Birth of the Virgin with other Scenes
from her Life, tempera and gold leaf on panel painting by the
Master of the Osservanza Triptych, ca. 1428-39, Museo d'Arte Sacra,
Asciano
The
Master of the Osservanza Triptych, also known
as the
Osservanza Master and as the
Master
of Osservanza, was an Italian painter of the
Sienese School active about 1430 to
1450.
The Italian scholar,
Roberto Longhi,
recognized that two triptychs formerly attributed to
Stefano di Giovanni (il Sassetta), were
the work of another hand, now generally referred to as the Master
of the Osservanza Triptych.
The Virgin and Child with St. Jerome and
St. Ambrose (Basilica dell'Osservanza
, Siena) and the Birth of the Virgin (Museo d'Arte Sacra, Asciano) are both
stylisticly similar to the work of Stefano di Giovanni, but have a
narrative expression that is characteristic of Late Gothic painting.
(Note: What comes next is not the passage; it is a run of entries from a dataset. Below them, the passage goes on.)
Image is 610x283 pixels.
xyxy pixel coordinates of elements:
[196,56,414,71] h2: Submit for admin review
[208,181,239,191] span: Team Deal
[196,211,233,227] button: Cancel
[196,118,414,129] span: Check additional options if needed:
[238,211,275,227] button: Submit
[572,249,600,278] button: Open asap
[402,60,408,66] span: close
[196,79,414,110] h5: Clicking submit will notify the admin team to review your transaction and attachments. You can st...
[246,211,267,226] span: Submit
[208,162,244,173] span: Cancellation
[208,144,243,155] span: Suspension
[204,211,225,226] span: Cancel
Longhi observed that another group of paintings was closely related
to these works and appeared to be by the same hand.
These included the
predella of the Osservanza Altarpiece (Pinacoteca Nazionale,
Siena), a predella of St. Bartholomew (Pinacoteca Nazionale,
Siena), Scenes of the Passion (Vatican Museums
, Philadelphia Museum of Art
, and Fogg Art
Museum) and Scenes from the Life of St. Anthony Abbot (panels
in the National
Gallery of Art
, Washington D. C., the Metropolitan
Museum of Art
, and Museum Wiesbaden
, Germany). Additionally, the full-length painting of
St. Anthony Abbot in the Louvre
appears to
be from another altarpiece by the same master.
References
- Carli, Enzo, Sassetta e il Maestro dell'Osservanza.
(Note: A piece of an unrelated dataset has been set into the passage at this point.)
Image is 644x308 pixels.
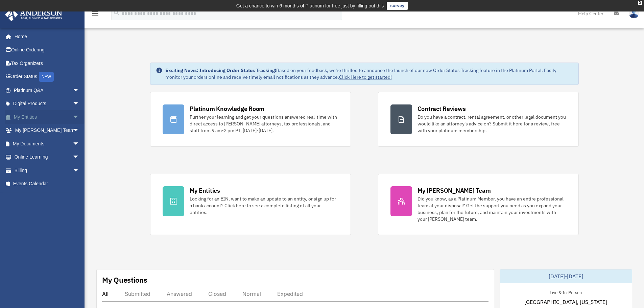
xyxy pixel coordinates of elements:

(I Sommi dell'Arte Italiana), Milano, Aldo Martello,
1957.
- Fredericksen, Burton and Federico Zeri, Census of
Pre-Nineteenth-Century Italian Paintings in North American Public
Collections, Cambridge, Harvard University Press, 1972.
- Witt Library, A checklist of painters c. 1200-1976
represented in the Witt Library, Courtauld Institute of Art,
London, London, Mansell Information Publishing, 1978.